Heads-up: If you’re using SSO or MFA on Snowflake, you’ll need to set up an “external browser” or key pair authentication. It’s a little more involved but documented in Snowflake’s docs.
3. Enter Details and Test Connection
- Plug in your info in Domo.
- Click “Test Connection.”
- If it fails, double-check your firewall settings. Snowflake is cloud, but some orgs still block external traffic.
4. Choose Data to Import
- You’ll be prompted to write a SQL query, pick a table, or specify a view.
- Only bring in what you need—huge extracts will slow things down and cost you money.
Pro tip: Use views in Snowflake to pre-filter or join data before Domo sees it. That way, you keep business logic in Snowflake and avoid having to re-explain calculations to every Domo user.
Step 4: Schedule and Monitor Your Data Loads
Domo lets you schedule how often it pulls data—hourly, daily, whatever fits your needs.
- Don’t overschedule. More frequent loads mean more compute cost in Snowflake and in Domo.
- Watch your data size. Domo isn’t meant for huge fact tables. If you’re pulling millions of rows every hour, rethink your approach.
- Set up alerts. If a data load fails, make sure someone gets notified—otherwise, you’ll have stale dashboards and unhappy execs.
Real talk: Most business dashboards don’t need minute-by-minute data. Hourly or even daily usually does the job, unless you’re in a niche like e-commerce ops or fraud monitoring.
Step 5: Build Domo Visualizations (Without Losing Your Mind)
Once your data is flowing, you can:
- Create cards (Domo’s term for visualizations).
- Build dashboards.
- Set up alerts or scheduled reports.
Keep it simple:
- Do heavy data crunching in Snowflake, not Domo. Domo’s “Magic ETL” is fine for basic stuff, but it’s not built for gnarly SQL or big aggregations.
- Document where numbers come from. Nothing kills trust like unexplained metrics.
- Give business users clear, curated datasets—not your raw tables.

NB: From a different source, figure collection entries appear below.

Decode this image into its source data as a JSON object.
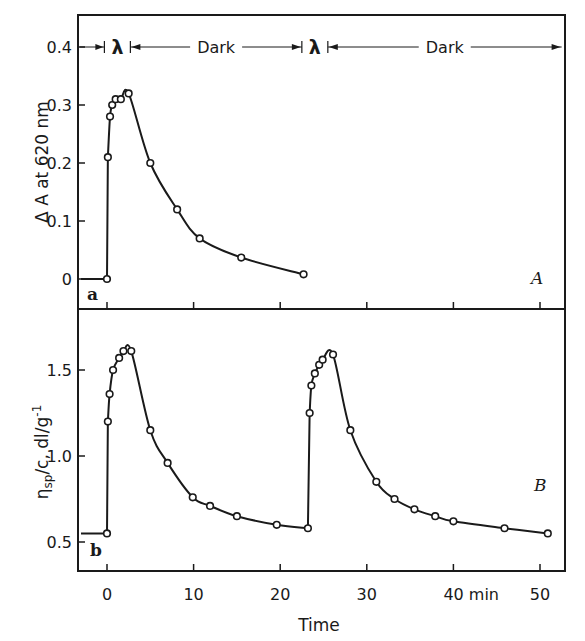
{
  "figure": {
    "x_axis": {
      "label": "Time",
      "unit_label": "min",
      "ticks": [
        0,
        10,
        20,
        30,
        40,
        50
      ],
      "tick_labels": [
        "0",
        "10",
        "20",
        "30",
        "40 min",
        "50"
      ]
    },
    "panel_a": {
      "corner_label": "a",
      "panel_label": "A",
      "ylabel": "Δ A at 620 nm",
      "y_ticks": [
        "0",
        "0.1",
        "0.2",
        "0.3",
        "0.4"
      ],
      "periods": [
        {
          "label": "λ",
          "start": -0.3,
          "end": 2.7
        },
        {
          "label": "Dark",
          "start": 2.7,
          "end": 22.5
        },
        {
          "label": "λ",
          "start": 22.5,
          "end": 25.5
        },
        {
          "label": "Dark",
          "start": 25.5,
          "end": 52.5
        }
      ]
    },
    "panel_b": {
      "corner_label": "b",
      "panel_label": "B",
      "ylabel_main": "η",
      "ylabel_sub": "sp",
      "ylabel_rest": "/c, dl/g",
      "ylabel_sup": "-1",
      "y_ticks": [
        "0.5",
        "1.0",
        "1.5"
      ]
    },
    "colors": {
      "ink": "#1a1a1a",
      "background": "#ffffff"
    }
  },
  "chart_data": [
    {
      "type": "line",
      "title": "",
      "panel": "A",
      "xlabel": "Time (min)",
      "ylabel": "Δ A at 620 nm",
      "xlim": [
        -3,
        53
      ],
      "ylim": [
        -0.05,
        0.44
      ],
      "y_ticks": [
        0,
        0.1,
        0.2,
        0.3,
        0.4
      ],
      "x_ticks": [
        0,
        10,
        20,
        30,
        40,
        50
      ],
      "grid": false,
      "markers": "open circles",
      "annotations": [
        "λ (0–2.5 min)",
        "Dark",
        "λ",
        "Dark",
        "a",
        "A"
      ],
      "series": [
        {
          "name": "ΔA620",
          "x": [
            -3.0,
            0.0,
            0.1,
            0.35,
            0.6,
            1.0,
            1.6,
            2.5,
            5.0,
            8.1,
            10.7,
            15.5,
            22.7
          ],
          "y": [
            0.0,
            0.0,
            0.21,
            0.28,
            0.3,
            0.31,
            0.31,
            0.32,
            0.2,
            0.12,
            0.07,
            0.037,
            0.008
          ],
          "marker_points": [
            [
              0.0,
              0.0
            ],
            [
              0.1,
              0.21
            ],
            [
              0.35,
              0.28
            ],
            [
              0.6,
              0.3
            ],
            [
              1.0,
              0.31
            ],
            [
              1.6,
              0.31
            ],
            [
              2.5,
              0.32
            ],
            [
              5.0,
              0.2
            ],
            [
              8.1,
              0.12
            ],
            [
              10.7,
              0.07
            ],
            [
              15.5,
              0.037
            ],
            [
              22.7,
              0.008
            ]
          ]
        }
      ]
    },
    {
      "type": "line",
      "title": "",
      "panel": "B",
      "xlabel": "Time (min)",
      "ylabel": "ηsp/c, dl/g-1",
      "xlim": [
        -3,
        53
      ],
      "ylim": [
        0.33,
        1.85
      ],
      "y_ticks": [
        0.5,
        1.0,
        1.5
      ],
      "x_ticks": [
        0,
        10,
        20,
        30,
        40,
        50
      ],
      "grid": false,
      "markers": "open circles",
      "annotations": [
        "b",
        "B"
      ],
      "series": [
        {
          "name": "ηsp/c",
          "x": [
            -3.0,
            0.0,
            0.1,
            0.3,
            0.7,
            1.4,
            1.9,
            2.8,
            5.0,
            7.0,
            9.9,
            11.9,
            15.0,
            19.6,
            23.2,
            23.4,
            23.6,
            24.0,
            24.5,
            24.9,
            26.1,
            28.1,
            31.1,
            33.2,
            35.5,
            37.9,
            40.0,
            45.9,
            50.9
          ],
          "y": [
            0.55,
            0.55,
            1.2,
            1.36,
            1.5,
            1.57,
            1.61,
            1.61,
            1.15,
            0.96,
            0.76,
            0.71,
            0.65,
            0.6,
            0.58,
            1.25,
            1.41,
            1.48,
            1.53,
            1.56,
            1.59,
            1.15,
            0.85,
            0.75,
            0.69,
            0.65,
            0.62,
            0.58,
            0.55
          ]
        }
      ]
    }
  ]
}
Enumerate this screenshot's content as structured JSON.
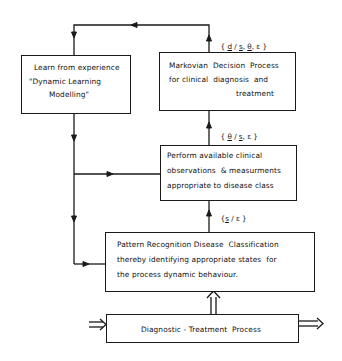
{
  "diagram": {
    "nodes": {
      "learn": {
        "lines": [
          "Learn from experience",
          "\"Dynamic Learning",
          "Modelling\""
        ]
      },
      "markovian": {
        "lines": [
          "Markovian  Decision  Process",
          "for clinical  diagnosis  and",
          "treatment"
        ]
      },
      "perform": {
        "lines": [
          "Perform available clinical",
          "observations  & measurments",
          "appropriate to disease class"
        ]
      },
      "pattern": {
        "lines": [
          "Pattern Recognition Disease  Classification",
          "thereby identifying appropriate states  for",
          "the process dynamic behaviour."
        ]
      },
      "diagnostic": {
        "label": "Diagnostic - Treatment  Process"
      }
    },
    "edge_labels": {
      "markovian_top": {
        "open": "{ ",
        "d": "d",
        "sep1": " / ",
        "s": "s",
        "sep2": ", ",
        "theta": "θ",
        "sep3": ", ",
        "eps": "ε",
        "close": " }"
      },
      "markovian_to_perform": {
        "open": "{ ",
        "theta": "θ",
        "sep1": " / ",
        "s": "s",
        "sep2": ", ",
        "eps": "ε",
        "close": " }"
      },
      "perform_to_pattern": {
        "open": "{",
        "s": "s",
        "sep1": " / ",
        "eps": "ε",
        "close": " }"
      }
    },
    "edges": [
      {
        "from": "markovian",
        "to": "learn",
        "via": "top-loop"
      },
      {
        "from": "learn",
        "to": "perform"
      },
      {
        "from": "learn",
        "to": "pattern"
      },
      {
        "from": "perform",
        "to": "markovian"
      },
      {
        "from": "pattern",
        "to": "perform"
      },
      {
        "from": "diagnostic",
        "to": "pattern",
        "style": "double-arrow"
      },
      {
        "from": "input",
        "to": "diagnostic",
        "style": "double-arrow"
      },
      {
        "from": "diagnostic",
        "to": "output",
        "style": "double-arrow"
      }
    ]
  }
}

Step 6: Maintain and Troubleshoot
This setup isn’t “set and forget.” Here’s what to watch:
- Data drift: If your Snowflake schemas change, Domo loads will break. Communicate schema changes ahead of time.
- Monitor costs: Both Snowflake and Domo charge based on usage. If your bills spike, check your load schedules and data volumes.
- Access creep: Review who can see what in Domo. It’s easy for sensitive data to leak if you’re not careful.
What to ignore: Don’t bother with Domo’s “DataFlows” for anything more than basic joins or filters. If it’s complicated, do it in Snowflake.
Honest Pros and Cons
What Works Well
- Simplicity: The native connector is easy to set up and usually “just works.”
- Security: You control what Domo sees; no need to open up your entire warehouse.
- Performance: For most dashboarding needs, the integration is fast enough.
What Doesn’t
- Real-time needs: Domo isn’t built for true real-time analytics. There’s always some lag.
- Large-scale data: If you try to pull massive tables, you’ll hit speed and cost issues fast.
- Complex transformations: Domo can’t replace dbt or Snowflake’s engine for heavy data modeling.
Keep It Simple—And Iterate
Integrating Domo with Snowflake doesn’t have to be a headache. Start with the basics: a clean, dedicated Snowflake user, the native Domo connector, and tight control over what you sync. Don’t overthink it or try to rebuild your data stack in Domo. Get a basic workflow running, show value, and tweak things as you go. The best data workflows are the ones you actually use—and can actually maintain.